[time-nuts] Beginner's Atomic Clock

Dana Whitlow k8yumdoober at gmail.com
Mon Sep 16 21:29:05 UTC 2019


All of the available Rb standards that I've seen have a 10 MHz output,
Some have a
1 PPS output as well.

The nice thing about a Rb is that its short term stability (seconds to
minutes and perhaps
even longer) is much better than that of a GPS timing receiver.  The bad
news is that Rb
standards exhibit long term frequency drift in the neighborhood of a few
parts in 10^11
per month.  A pretty fair compromise is to use an Rb standard that is
disciplined by GPS
PPS pulses with a loop time constant on the order of a day or so.  The SRS
model PRS-10
seems to be well-regarded and can be had for $1500 factory new.  Many are
on sale by
ebay and similar sources- however these are often left over from telecom
service and
are actually a modified model that has had the PPS locking facility removed
so that the
original buyer could save a few bucks.  My PRS-10 is one of these.

The Rb standards seem to prefer being powered up continuously, and if one
is turned back
on after any significant storage without power, it can cake several days to
really settle down
to its steady state behavior.  Also, because of the long-term frequency
drift, one must
periodically retune the unit back on frequency by referring it to GPS.
Both units I own
(a PRS-10 and an L-PRO) have an analog tuner port, wherein application of 0
to 5V DC
tunes the frequency of the Rb through the range of +/- a few parts in
10^9.  This has been
straightforward but a bit tedious; if I want to get it within a few parts
in 10^12, even a good
10-turn pot is barely adequate to the task, and I'm sometimes turning the
shaft through
an angle so small that I'm not sure I even moved it until I've observed the
phase drift
against  GPS for an hour or more.

So, that's my version of Rb 101.  See what others have to say as well, as
I'm also fairly
new at the game.

Dana   (K8YUM)


On Mon, Sep 16, 2019 at 4:02 PM pisymbol . <pisymbol at gmail.com> wrote:

> First off, thanks to everyone who replied.
>
> On Mon, Sep 16, 2019 at 11:00 AM Bob kb8tq <kb8tq at n1k.org> wrote:
>
> > What are you really trying to do here?
> >
>
> Take over the world - one epoch at a time.
>
> If it’s a “from scratch” atomic standard, then you just aren’t going to get
> > there. Sorry about that ...
> >
>
> Ok.
>
>
> > If it’s a wall clock sync’d to an external radio service then indeed you
> > might get there.
> >
>
> Well, I want something maybe in between. Currently I think I have that: I
> have a RPi disciplined to the Adafruit Ultimate GPS HAT via chrony (PPS
> etc.). This works well.
>
>
> > In-between those two lie tings like buying eBay telecom Rubidium’s,
> > attaching them to a power supply and you have a working standard.
> >
>
> So I think this is what I'm talking about. I want something a little bit
> more esoteric than a GPS 1PPS. Can you explain a bit about these
> prepackaged Rubidium standards? Upside/downside etc. Do I have to
> maintain/check these black boxes?
>
>
> > Lots of very different directions this could go and and they all could be
> > called an atomic clock …. Not at all knock on doing something, just
> > confusion
> > about what exactly you want to do.
> >
>
> Again, take over the world. Sorry for not being upfront about that. That
> would have made things A LOT clearer.
>
> So I guess: How can I get a simple Rubidium standard that outputs a
> reference frequency as a discipline to say ntpd or chrony.
>
> Btw, I'm a noob. Please be gentle.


* Task to carry out: In the data below, find every line with the string "years" and pull it out.
(Records to use Opens)
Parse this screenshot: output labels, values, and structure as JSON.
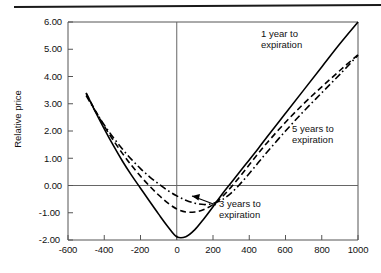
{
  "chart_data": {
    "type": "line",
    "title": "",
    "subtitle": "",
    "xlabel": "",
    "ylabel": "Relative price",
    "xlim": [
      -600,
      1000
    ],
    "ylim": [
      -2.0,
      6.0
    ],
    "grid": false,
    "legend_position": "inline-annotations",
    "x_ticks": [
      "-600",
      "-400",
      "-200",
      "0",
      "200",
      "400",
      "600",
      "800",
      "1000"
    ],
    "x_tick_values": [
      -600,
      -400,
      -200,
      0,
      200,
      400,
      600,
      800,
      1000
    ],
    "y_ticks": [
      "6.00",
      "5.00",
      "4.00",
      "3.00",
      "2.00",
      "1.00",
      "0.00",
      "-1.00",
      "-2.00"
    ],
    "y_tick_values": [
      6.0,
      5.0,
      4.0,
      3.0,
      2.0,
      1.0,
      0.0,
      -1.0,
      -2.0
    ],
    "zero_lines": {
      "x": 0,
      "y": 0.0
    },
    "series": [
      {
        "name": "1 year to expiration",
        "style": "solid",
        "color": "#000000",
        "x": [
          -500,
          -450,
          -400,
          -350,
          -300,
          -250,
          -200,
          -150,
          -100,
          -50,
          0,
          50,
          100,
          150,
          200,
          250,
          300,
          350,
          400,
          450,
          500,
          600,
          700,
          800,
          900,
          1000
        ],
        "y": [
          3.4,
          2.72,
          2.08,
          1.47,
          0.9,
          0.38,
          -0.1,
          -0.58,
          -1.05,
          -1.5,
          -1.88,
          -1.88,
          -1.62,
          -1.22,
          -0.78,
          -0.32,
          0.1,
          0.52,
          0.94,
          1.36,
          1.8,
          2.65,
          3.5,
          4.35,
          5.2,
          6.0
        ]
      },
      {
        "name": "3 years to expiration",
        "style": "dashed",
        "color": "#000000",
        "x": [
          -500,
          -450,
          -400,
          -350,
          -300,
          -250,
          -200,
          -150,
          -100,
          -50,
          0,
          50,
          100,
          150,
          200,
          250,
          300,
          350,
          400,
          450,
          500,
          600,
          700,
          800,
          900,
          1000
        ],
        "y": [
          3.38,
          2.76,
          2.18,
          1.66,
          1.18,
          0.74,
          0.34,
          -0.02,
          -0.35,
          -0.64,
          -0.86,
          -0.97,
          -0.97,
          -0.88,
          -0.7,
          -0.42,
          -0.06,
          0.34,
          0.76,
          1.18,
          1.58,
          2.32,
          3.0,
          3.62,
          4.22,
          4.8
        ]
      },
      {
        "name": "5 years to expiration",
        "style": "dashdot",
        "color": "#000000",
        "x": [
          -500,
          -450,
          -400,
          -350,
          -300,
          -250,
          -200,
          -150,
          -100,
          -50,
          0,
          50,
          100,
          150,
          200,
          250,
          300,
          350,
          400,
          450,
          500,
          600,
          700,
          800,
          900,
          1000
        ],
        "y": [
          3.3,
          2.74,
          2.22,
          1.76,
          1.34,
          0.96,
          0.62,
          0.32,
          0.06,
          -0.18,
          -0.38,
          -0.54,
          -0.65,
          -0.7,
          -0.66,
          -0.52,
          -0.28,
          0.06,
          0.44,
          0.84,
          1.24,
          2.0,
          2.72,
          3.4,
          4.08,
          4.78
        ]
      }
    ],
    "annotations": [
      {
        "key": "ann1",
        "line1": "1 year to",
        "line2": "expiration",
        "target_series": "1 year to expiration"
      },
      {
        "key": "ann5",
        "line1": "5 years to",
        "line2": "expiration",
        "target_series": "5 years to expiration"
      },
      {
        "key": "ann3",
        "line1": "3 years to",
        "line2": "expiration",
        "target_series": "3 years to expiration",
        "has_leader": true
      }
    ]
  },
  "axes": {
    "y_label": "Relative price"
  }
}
(Records to use Closes)
* Solution for this problem:
        "name": "3 years to expiration",
        "name": "5 years to expiration",
        "line1": "5 years to",
        "target_series": "5 years to expiration"
        "line1": "3 years to",
        "target_series": "3 years to expiration",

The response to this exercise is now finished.